The money the NBA is throwing around may signal the end of the age. Guys running up and down the court in shorts and tennis shoes making 10-30 million per year. It is insane.
The Nets gave Kevin Durant 160 million for 4 years knowing he has an injury that may reduce him a shell of his former self. I would bet Golden State executives are doing a private dance in their offices…thank you, Brooklyn.
Good for Bobby…he is a nice guy and all Razorback. He’ll have to live in New York, but he can afford it.
$31 million over 2 years. That kind of money blows my mind. If you are smart with that, even after HEFTY taxes, you can be set for life, and those two years are, of course, not his whole career. Is this is first contract after his rookie contract? (I can’t remember how that works).
Bobby deserves anything and everything he gets. He has worked his butt off to get here. Who would have thought, Bobby and Mike in New York city together. Maybe Bobby can help Mike some in recruiting New York city players.
The current NBA TV deal is $2.7 billion PER YEAR. Divided by 30 teams, that’s $90 million per team without selling a single ticket. The NBA salary cap for 2019-20 is around $109 million, and under the CBA teams are required to spend 90% of that on salaries (and several teams, including the Warriors, will be well over the cap). NBA rosters are 15 players. Divide $109 million by 15 and the average salary is more than $7 million.
Players on their first contract, like BP is just completing, are paid well under that league average (he made less than $7 million for the entire contract). Given that teams are required to have $98 million in salary this season (the 90%) and lots of players are making minimum, if you’re good enough to get that second contract, you almost have to get overpaid.
Here’s Deadspin’s look at Bobby’s deal, why he got overpaid so much (not just because the Knicks are incompetent) and what he might have to do to keep it:
It’s probably true that the Knicks overpaid to get BP, but they are what they are (a league joke) because of bad decisions, and Bobby is benefiting from one of those. NY cleared out a ton of cap room to go after Durant and Irving, got neither one and now have to spend it somewhere (and get someone to approximate KD’s role). That’s why Bobby is getting paid.
Knicks actually refused to pay that kind of money a to be 31 year old KD who is not going to play next year. If KD does not return as KD we know, that may turn out to be a good decision. It will be interesting how it plays out.
But your point remains. Knicks have become a NBA joke. Unfortunately that is the team I followed along with the Lakers.
I was hoping BP ended up on the Lake Show. Would have loved to see him playing the 4 with both Davis and LeBron on the court. But I think the Lakers decided Kawhi or nothing. May bite them in the rear
Bulls offered Bobby more money and more years but less AAV last season to sign an extension. I believe the offer was in the neighborhood of 4/$45mm. Assuming he doesn’t get hurt or have his quality of play drop off a cliff, he should easily eclipse that amount with this contract and the next one.
On his next contract I hope he tries to get to a stable, well-run organization, which he has yet to play for. I’m afarid Knick fans and media will be on his case from day one simply because the Knicks oversold their chances of getting Zion, KD, or Irving. If the team surprises a little, he will get plenty of pub in New York, but his situation has a very low floor
I’ve listened to a few of the national sports talk guys make fun on the Knicks for signing him when bigger fish were available. That’s unfortunate.
The Knicks organization is a laughing stock. Biggest media market in the world, huge budget, but continues to squander it all year after year by signing largely dysfunctional players to oversized, often lengthy contracts. I hope Portis doesn’t get dragged down by it all.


◆ **Required work**
With the pictures removed, please write out every line below exactly as given.

◆ **Supplied data**
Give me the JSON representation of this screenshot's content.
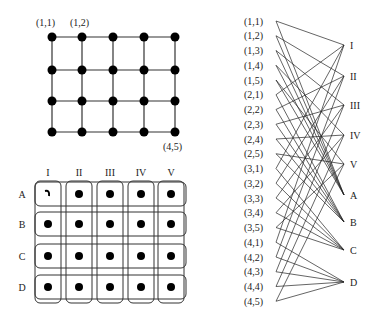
{
  "grid_graph": {
    "rows": 4,
    "cols": 5,
    "x": [
      52,
      82,
      113,
      144,
      175
    ],
    "y": [
      37,
      70,
      101,
      132
    ],
    "labels": [
      {
        "text": "(1,1)",
        "x": 36,
        "y": 26
      },
      {
        "text": "(1,2)",
        "x": 70,
        "y": 26
      },
      {
        "text": "(4,5)",
        "x": 163,
        "y": 150
      }
    ]
  },
  "cover_grid": {
    "col_labels": [
      "I",
      "II",
      "III",
      "IV",
      "V"
    ],
    "row_labels": [
      "A",
      "B",
      "C",
      "D"
    ],
    "x": [
      48,
      79,
      110,
      141,
      171
    ],
    "y": [
      194,
      224,
      256,
      287
    ],
    "missing": [
      [
        0,
        0
      ]
    ]
  },
  "bipartite": {
    "left_labels": [
      "(1,1)",
      "(1,2)",
      "(1,3)",
      "(1,4)",
      "(1,5)",
      "(2,1)",
      "(2,2)",
      "(2,3)",
      "(2,4)",
      "(2,5)",
      "(3,1)",
      "(3,2)",
      "(3,3)",
      "(3,4)",
      "(3,5)",
      "(4,1)",
      "(4,2)",
      "(4,3)",
      "(4,4)",
      "(4,5)"
    ],
    "left_x": 276,
    "left_y0": 21,
    "left_dy": 14.75,
    "right_nodes": [
      {
        "label": "I",
        "y": 45
      },
      {
        "label": "II",
        "y": 76
      },
      {
        "label": "III",
        "y": 105
      },
      {
        "label": "IV",
        "y": 135
      },
      {
        "label": "V",
        "y": 164
      },
      {
        "label": "A",
        "y": 195
      },
      {
        "label": "B",
        "y": 222
      },
      {
        "label": "C",
        "y": 250
      },
      {
        "label": "D",
        "y": 282
      }
    ],
    "right_x": 344
  }
}
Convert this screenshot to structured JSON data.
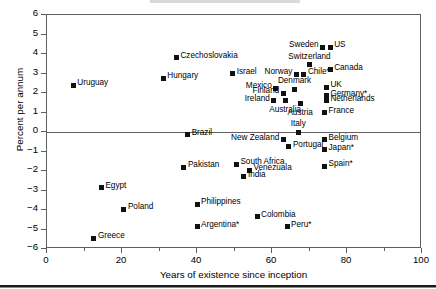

◆ **Task output**
Give me the JSON representation of this screenshot's content.
{
  "grid_graph": {
    "rows": 4,
    "cols": 5,
    "x": [
      52,
      82,
      113,
      144,
      175
    ],
    "y": [
      37,
      70,
      101,
      132
    ],
    "labels": [
      {
        "text": "(1,1)",
        "x": 36,
        "y": 26
      },
      {
        "text": "(1,2)",
        "x": 70,
        "y": 26
      },
      {
        "text": "(4,5)",
        "x": 163,
        "y": 150
      }
    ]
  },
  "cover_grid": {
    "col_labels": [
      "I",
      "II",
      "III",
      "IV",
      "V"
    ],
    "row_labels": [
      "A",
      "B",
      "C",
      "D"
    ],
    "x": [
      48,
      79,
      110,
      141,
      171
    ],
    "y": [
      194,
      224,
      256,
      287
    ],
    "missing": [
      [
        0,
        0
      ]
    ]
  },
  "bipartite": {
    "left_labels": [
      "(1,1)",
      "(1,2)",
      "(1,3)",
      "(1,4)",
      "(1,5)",
      "(2,1)",
      "(2,2)",
      "(2,3)",
      "(2,4)",
      "(2,5)",
      "(3,1)",
      "(3,2)",
      "(3,3)",
      "(3,4)",
      "(3,5)",
      "(4,1)",
      "(4,2)",
      "(4,3)",
      "(4,4)",
      "(4,5)"
    ],
    "left_x": 276,
    "left_y0": 21,
    "left_dy": 14.75,
    "right_nodes": [
      {
        "label": "I",
        "y": 45
      },
      {
        "label": "II",
        "y": 76
      },
      {
        "label": "III",
        "y": 105
      },
      {
        "label": "IV",
        "y": 135
      },
      {
        "label": "V",
        "y": 164
      },
      {
        "label": "A",
        "y": 195
      },
      {
        "label": "B",
        "y": 222
      },
      {
        "label": "C",
        "y": 250
      },
      {
        "label": "D",
        "y": 282
      }
    ],
    "right_x": 344
  }
}
Convert this screenshot to structured JSON data.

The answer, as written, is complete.